Kael. Her. Skin. Sweat. Desire.

Silence.

"This is beneath you," Lucien said, voice flat.

"I don't recall asking your opinion about my personal life."

"You have no personal life. You have a legacy. And you're risking it for a commoner with nothing to offer but a sharp jaw and some clever hands?"

Her face remained stone. But inside, fury bloomed.

"Say what you really mean," she said. "You don't like that I've chosen someone you can't control."

Lucien smirked.

"I don't like that you've chosen someone at all. Especially when our enemies are sharpening blades."

He stepped closer.

"You want to rule Velmora? Fine. But I built this empire. And I won't let you ruin it for a pretty face and some backroom orgasms."

She inhaled, slow and sharp.

"What do you want?"

"Fire him. Today. Publicly. Clean break. Or…"

"Or what?"

He slid a document toward her.

Her blood ran cold.

It was a motion from the Board of Elders.

A vote of inquiry designed to destabilize her leadership and trigger a suspension.

If she didn't comply, he'd make it pass.

Aurelia clenched her fists so tightly her nails bit through skin.

"Noted," she said coldly. "Now get out of my company."

Kael felt it coming.

By midday, Aurelia had gone completely silent.

By evening, security had asked him to wait outside the buildingstandard protocol, they claimed, for "executive reassignments."

He waited two hours.

Then she appeared.

Alone.

Drenched in that same power.

But when she looked at him, it wasn't ice he saw.

It was pain.

And regret.

"I need you to leave," she said quietly.

"No."

"This isn't a negotiation, Kael."

"Then fire me."

Silence.

"Do it, Aurelia. Look me in the eye and say I mean nothing to you."

She opened her mouth.

But the words didn't come.

Instead, her voice cracked.

"I'm trying to protect you."

"Then trust me."

She shook her head, stepping back.

"I can't afford to be weak."

"You're not. You never have been. But you'll lose everything if you push me away."

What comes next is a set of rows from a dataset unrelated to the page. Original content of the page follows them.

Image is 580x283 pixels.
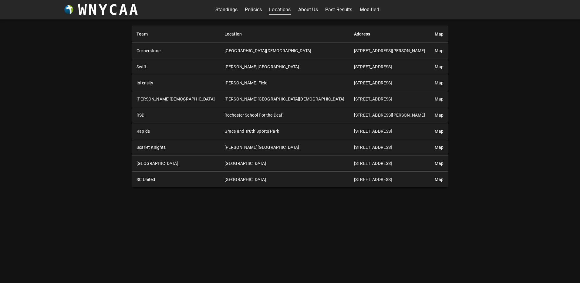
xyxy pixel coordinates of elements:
[220,25,349,43] th: Location
[435,97,443,101] a: Map
[132,91,220,107] th: [PERSON_NAME][DEMOGRAPHIC_DATA]
[430,25,448,43] th: Map
[349,91,430,107] td: [STREET_ADDRESS]
[349,25,430,43] th: Address
[269,5,291,15] a: Locations
[435,177,443,182] a: Map
[132,123,220,139] th: Rapids
[435,113,443,117] a: Map
[220,75,349,91] td: [PERSON_NAME] Field
[220,43,349,59] td: [GEOGRAPHIC_DATA][DEMOGRAPHIC_DATA]
[349,75,430,91] td: [STREET_ADDRESS]
[435,129,443,134] a: Map
[349,155,430,171] td: [STREET_ADDRESS]
[349,123,430,139] td: [STREET_ADDRESS]
[435,64,443,69] a: Map
[220,59,349,75] td: [PERSON_NAME][GEOGRAPHIC_DATA]
[245,5,262,15] a: Policies
[132,75,220,91] th: Intensity
[220,155,349,171] td: [GEOGRAPHIC_DATA]
[220,171,349,188] td: [GEOGRAPHIC_DATA]
[349,107,430,123] td: [STREET_ADDRESS][PERSON_NAME]
[298,5,318,15] a: About Us
[435,48,443,53] a: Map
[220,107,349,123] td: Rochester School For the Deaf
[349,171,430,188] td: [STREET_ADDRESS]
[220,139,349,155] td: [PERSON_NAME][GEOGRAPHIC_DATA]
[132,171,220,188] th: SC United
[132,43,220,59] th: Cornerstone
[78,1,139,18] h3: WNYCAA
[220,91,349,107] td: [PERSON_NAME][GEOGRAPHIC_DATA][DEMOGRAPHIC_DATA]
[132,107,220,123] th: RSD
[360,5,379,15] a: Modified
[216,5,238,15] a: Standings
[435,145,443,150] a: Map
[349,59,430,75] td: [STREET_ADDRESS]
[435,80,443,85] a: Map
[220,123,349,139] td: Grace and Truth Sports Park
[132,59,220,75] th: Swift
[132,139,220,155] th: Scarlet Knights
[132,155,220,171] th: [GEOGRAPHIC_DATA]
[349,139,430,155] td: [STREET_ADDRESS]
[132,25,220,43] th: Team
[325,5,353,15] a: Past Results
[349,43,430,59] td: [STREET_ADDRESS][PERSON_NAME]
[435,161,443,166] a: Map
[64,5,73,14] img: wnycaaBall.png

She turned before he could see the tears burning at the corners of her eyes.

And walked back into the elevator alone.

That night, Kael went home to his mother's failing breath.

The healer stood by the cot, holding another invoice.

"This was her last chance."

Kael sat beside Maris, held her hand, felt how cold it had become.

"She's losing the battle," the healer whispered.

"So am I," Kael said.

But even as despair curled in his gut, his mind burned with a single truth:

He wasn't done.

Not with Aurelia.

Not with Velmora.

And not with the men who thought they could control them.